A rollicking comic spoof of a disaster that kills off anyone over 25, leaving a “road warriors” tribalism based around the hippies, the jocks, and the bikers. Much of the film is nothing but strung together vignettes and “deep” thoughts shoe-horned into the mouths of the various characters portrayed by the likes of Budd Cort, Ben Vareen, Cindy Williams and a slew of faces who got their opportunities here with Roger Corman!
And so it goes, we’ve got a joke of a disaster as a set up into a series of jokes for the likes of our young adults. It’s a curious parade of dune buggies and footballer’s hauling meat and chasing the cheerleaders around to improve their pillaging. As was popular in the day, everyone spouts some kind of philosophy–frankly, I wish we could go back to that instead of what we have now, which is just volume. When the sound of a bomb goes off, someone asks, is that a bomb? And his friend replies, no, it was too ironic for that. Someone points out that if you had the right fork you could eat music. Another young man climbs a tower to exclaim to a lady there that a good woman is like a steel brush, and for us to think about it. Ben Vareen gets to say: Hey, man, we all have our inconsistencies but that doesn’t stop revolution, does it? There’s a lot of such dialog, clearly written by clever potheads to amuse other potheads. Or, there’s an element of this subtle put-down, what can these kids do? If they didn’t have the “squares” to run the world, how do they get to be loaf-about artists and footballers? Perhaps the oldest of generational disenfranchisement. But, the story is written by Armitage (of Grosse Pointe Blank) himself a 25 year old or so at the time. So there are earnest concerns in how we train our people and how people naturally tribalize. The assumption is that it’s set in the future (from 1970) as Cindy Williams a few years before Three’s Company is marveling at all the golden oldies records she’s finding, but of course, they’re all current for the day.
At one point a group of our protagonists are having a faux gun-fight, not surprisingly dressed as western characters, each shot they take, they exclaim the name of a western star: Tom Mix! Gene Autrey! etc! No subtlety here, the industry killing us with our patronship, and hero worship.
Soon enough tensions come to a head, and the footballers are aggressively launching an attack on the pueblo based hippies. There is talk of fighting, but they know it’s a fight they can’t win and instead try a clever subterfuge. Since the antagonism and rough stuff is mainly suggested and “intellectualized” it looks more like a stage play, indeed this whole thing could probably be put on a theater stage without much difficulty. There are aspects of this thing that come across like Zabriski Point, or even MASH, but all in all it’s a bit more playful and less serious, making it a good deal more charming. No one has to die, not even the pets to get the angle being sought.
Off to the side, a black caped character, Edgar Allan Poe, we’re told, with an over the top thespian aspect, observes. He also communicates with a very “jewy” (to use Marc Maron’s term) God voice. God returns, makes himself known through voice and lightening effect. We’ve returned to the old testament I suppose, though the lives of the disaster’s victims are not much mourned, and the return to the agriculture and hunting would have inspired Pol Pot, we’re still only joshing around. There are no real reveals here, nothing in training or in thought really comes through to rescue any of the budding society’s needs. The footballers don’t trounce the hippies because of a bit of arcane knowledge left in the leader’s head from his long dead coach. He respects his training. . . and if that is the case, then we’ve kind of lost the point of the revolution. Or perhaps I’m worrying too much about inconsistency.
On Prime for nothing and well worth a look at only 78 mins.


→ Problem details
Return the following from the records below: each line, word for word, starting with the line that contains "Task: Click on the label: Student ID" and going on through the line that contains "The image size is (1076, 607).", with nothing outside that range.

→ Extracted entries
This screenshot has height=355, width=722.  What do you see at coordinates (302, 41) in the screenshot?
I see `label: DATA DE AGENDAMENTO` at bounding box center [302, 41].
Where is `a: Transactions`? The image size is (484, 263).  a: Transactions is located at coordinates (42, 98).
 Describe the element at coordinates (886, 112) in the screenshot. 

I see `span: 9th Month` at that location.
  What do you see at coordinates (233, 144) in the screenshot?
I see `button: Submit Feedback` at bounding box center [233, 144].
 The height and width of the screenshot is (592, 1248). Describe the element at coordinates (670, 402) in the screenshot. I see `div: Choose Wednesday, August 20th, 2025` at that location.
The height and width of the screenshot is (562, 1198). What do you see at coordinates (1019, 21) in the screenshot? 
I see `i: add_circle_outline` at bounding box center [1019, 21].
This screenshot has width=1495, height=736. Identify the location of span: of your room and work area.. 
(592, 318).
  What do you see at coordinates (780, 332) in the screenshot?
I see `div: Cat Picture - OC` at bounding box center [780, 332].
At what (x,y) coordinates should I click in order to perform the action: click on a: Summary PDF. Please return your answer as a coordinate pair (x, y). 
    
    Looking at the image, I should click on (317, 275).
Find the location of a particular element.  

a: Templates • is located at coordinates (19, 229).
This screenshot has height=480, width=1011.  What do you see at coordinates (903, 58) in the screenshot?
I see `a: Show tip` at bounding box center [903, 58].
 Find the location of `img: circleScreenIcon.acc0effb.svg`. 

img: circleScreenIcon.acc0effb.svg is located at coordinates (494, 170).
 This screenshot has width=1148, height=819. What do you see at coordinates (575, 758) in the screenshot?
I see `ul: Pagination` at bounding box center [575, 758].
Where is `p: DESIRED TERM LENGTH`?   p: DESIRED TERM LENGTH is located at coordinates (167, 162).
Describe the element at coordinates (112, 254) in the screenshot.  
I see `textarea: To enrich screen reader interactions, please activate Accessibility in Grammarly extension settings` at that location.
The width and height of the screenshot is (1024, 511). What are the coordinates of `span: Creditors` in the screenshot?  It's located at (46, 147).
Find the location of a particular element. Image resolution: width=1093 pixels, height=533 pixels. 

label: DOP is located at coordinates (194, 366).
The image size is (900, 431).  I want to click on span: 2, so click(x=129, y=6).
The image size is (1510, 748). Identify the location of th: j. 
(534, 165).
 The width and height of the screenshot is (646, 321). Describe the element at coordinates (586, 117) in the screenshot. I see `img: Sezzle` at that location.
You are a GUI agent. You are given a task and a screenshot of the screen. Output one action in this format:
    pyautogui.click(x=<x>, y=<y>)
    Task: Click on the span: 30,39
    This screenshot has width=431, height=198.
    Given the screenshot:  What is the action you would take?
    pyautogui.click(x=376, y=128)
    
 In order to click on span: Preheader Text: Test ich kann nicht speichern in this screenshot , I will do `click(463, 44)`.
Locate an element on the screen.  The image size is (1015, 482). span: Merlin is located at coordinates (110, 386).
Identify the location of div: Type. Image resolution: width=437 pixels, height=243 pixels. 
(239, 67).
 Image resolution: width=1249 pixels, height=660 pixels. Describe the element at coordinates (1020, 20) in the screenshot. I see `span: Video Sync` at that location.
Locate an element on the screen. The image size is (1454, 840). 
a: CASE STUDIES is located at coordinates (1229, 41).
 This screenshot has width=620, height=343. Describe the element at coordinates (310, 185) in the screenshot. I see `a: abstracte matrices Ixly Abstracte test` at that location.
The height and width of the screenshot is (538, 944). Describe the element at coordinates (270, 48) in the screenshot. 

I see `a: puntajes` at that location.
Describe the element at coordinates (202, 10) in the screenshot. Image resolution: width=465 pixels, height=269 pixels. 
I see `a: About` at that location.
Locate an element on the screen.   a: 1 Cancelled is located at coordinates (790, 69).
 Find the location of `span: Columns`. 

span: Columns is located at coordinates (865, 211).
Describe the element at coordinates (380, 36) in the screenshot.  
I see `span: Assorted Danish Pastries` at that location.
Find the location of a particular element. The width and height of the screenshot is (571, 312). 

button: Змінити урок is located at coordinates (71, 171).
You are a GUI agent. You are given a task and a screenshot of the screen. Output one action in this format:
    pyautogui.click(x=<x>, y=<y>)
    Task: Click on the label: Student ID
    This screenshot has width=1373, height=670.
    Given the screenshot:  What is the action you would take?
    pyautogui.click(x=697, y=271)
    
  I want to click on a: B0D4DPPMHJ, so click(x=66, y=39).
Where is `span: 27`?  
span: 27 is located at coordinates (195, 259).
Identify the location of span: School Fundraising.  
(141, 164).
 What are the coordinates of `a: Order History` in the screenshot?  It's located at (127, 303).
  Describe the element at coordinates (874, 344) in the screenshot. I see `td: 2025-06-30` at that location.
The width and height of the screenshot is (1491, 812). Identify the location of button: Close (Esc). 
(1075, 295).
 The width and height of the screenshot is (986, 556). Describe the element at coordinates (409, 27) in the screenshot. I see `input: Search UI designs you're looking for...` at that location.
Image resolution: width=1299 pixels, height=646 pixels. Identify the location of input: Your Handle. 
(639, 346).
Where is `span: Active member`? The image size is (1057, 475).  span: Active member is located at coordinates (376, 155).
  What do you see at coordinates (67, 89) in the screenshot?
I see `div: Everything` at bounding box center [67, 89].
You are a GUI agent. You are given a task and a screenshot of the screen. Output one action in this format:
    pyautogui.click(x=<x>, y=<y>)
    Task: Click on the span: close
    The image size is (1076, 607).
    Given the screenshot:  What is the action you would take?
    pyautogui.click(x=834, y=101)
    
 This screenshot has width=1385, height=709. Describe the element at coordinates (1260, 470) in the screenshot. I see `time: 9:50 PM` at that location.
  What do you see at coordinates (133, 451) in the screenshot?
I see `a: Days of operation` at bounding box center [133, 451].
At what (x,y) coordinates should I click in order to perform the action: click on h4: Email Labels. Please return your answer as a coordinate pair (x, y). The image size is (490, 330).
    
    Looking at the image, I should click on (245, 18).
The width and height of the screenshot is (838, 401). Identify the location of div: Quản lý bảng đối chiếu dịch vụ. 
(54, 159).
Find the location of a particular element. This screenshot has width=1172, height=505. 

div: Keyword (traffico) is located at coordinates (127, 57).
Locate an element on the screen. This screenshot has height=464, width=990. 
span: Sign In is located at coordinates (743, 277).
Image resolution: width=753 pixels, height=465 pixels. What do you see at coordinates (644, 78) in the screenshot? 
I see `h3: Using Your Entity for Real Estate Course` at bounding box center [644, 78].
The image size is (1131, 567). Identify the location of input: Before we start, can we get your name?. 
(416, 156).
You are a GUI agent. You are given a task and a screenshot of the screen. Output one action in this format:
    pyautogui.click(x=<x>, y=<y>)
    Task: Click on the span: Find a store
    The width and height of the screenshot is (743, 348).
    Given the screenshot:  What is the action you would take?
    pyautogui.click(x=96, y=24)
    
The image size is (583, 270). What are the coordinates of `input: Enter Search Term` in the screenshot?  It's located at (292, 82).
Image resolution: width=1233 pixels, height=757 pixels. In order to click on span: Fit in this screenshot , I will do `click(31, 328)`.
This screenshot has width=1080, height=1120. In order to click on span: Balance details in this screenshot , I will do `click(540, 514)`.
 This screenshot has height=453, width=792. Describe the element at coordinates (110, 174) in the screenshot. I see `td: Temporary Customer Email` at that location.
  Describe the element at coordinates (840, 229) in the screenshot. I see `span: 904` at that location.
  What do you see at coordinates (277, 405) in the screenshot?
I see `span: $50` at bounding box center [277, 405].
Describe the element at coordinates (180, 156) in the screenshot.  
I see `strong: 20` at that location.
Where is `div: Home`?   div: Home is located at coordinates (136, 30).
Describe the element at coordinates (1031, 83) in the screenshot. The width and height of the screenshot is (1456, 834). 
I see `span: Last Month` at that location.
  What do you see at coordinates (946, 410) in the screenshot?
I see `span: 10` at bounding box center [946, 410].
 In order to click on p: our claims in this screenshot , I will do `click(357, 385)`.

→ Answer box
    Task: Click on the label: Student ID
    This screenshot has width=1373, height=670.
    Given the screenshot:  What is the action you would take?
    pyautogui.click(x=697, y=271)
    
  I want to click on a: B0D4DPPMHJ, so click(x=66, y=39).
Where is `span: 27`?  
span: 27 is located at coordinates (195, 259).
Identify the location of span: School Fundraising.  
(141, 164).
 What are the coordinates of `a: Order History` in the screenshot?  It's located at (127, 303).
  Describe the element at coordinates (874, 344) in the screenshot. I see `td: 2025-06-30` at that location.
The width and height of the screenshot is (1491, 812). Identify the location of button: Close (Esc). 
(1075, 295).
 The width and height of the screenshot is (986, 556). Describe the element at coordinates (409, 27) in the screenshot. I see `input: Search UI designs you're looking for...` at that location.
Image resolution: width=1299 pixels, height=646 pixels. Identify the location of input: Your Handle. 
(639, 346).
Where is `span: Active member`? The image size is (1057, 475).  span: Active member is located at coordinates (376, 155).
  What do you see at coordinates (67, 89) in the screenshot?
I see `div: Everything` at bounding box center [67, 89].
You are a GUI agent. You are given a task and a screenshot of the screen. Output one action in this format:
    pyautogui.click(x=<x>, y=<y>)
    Task: Click on the span: close
    The image size is (1076, 607).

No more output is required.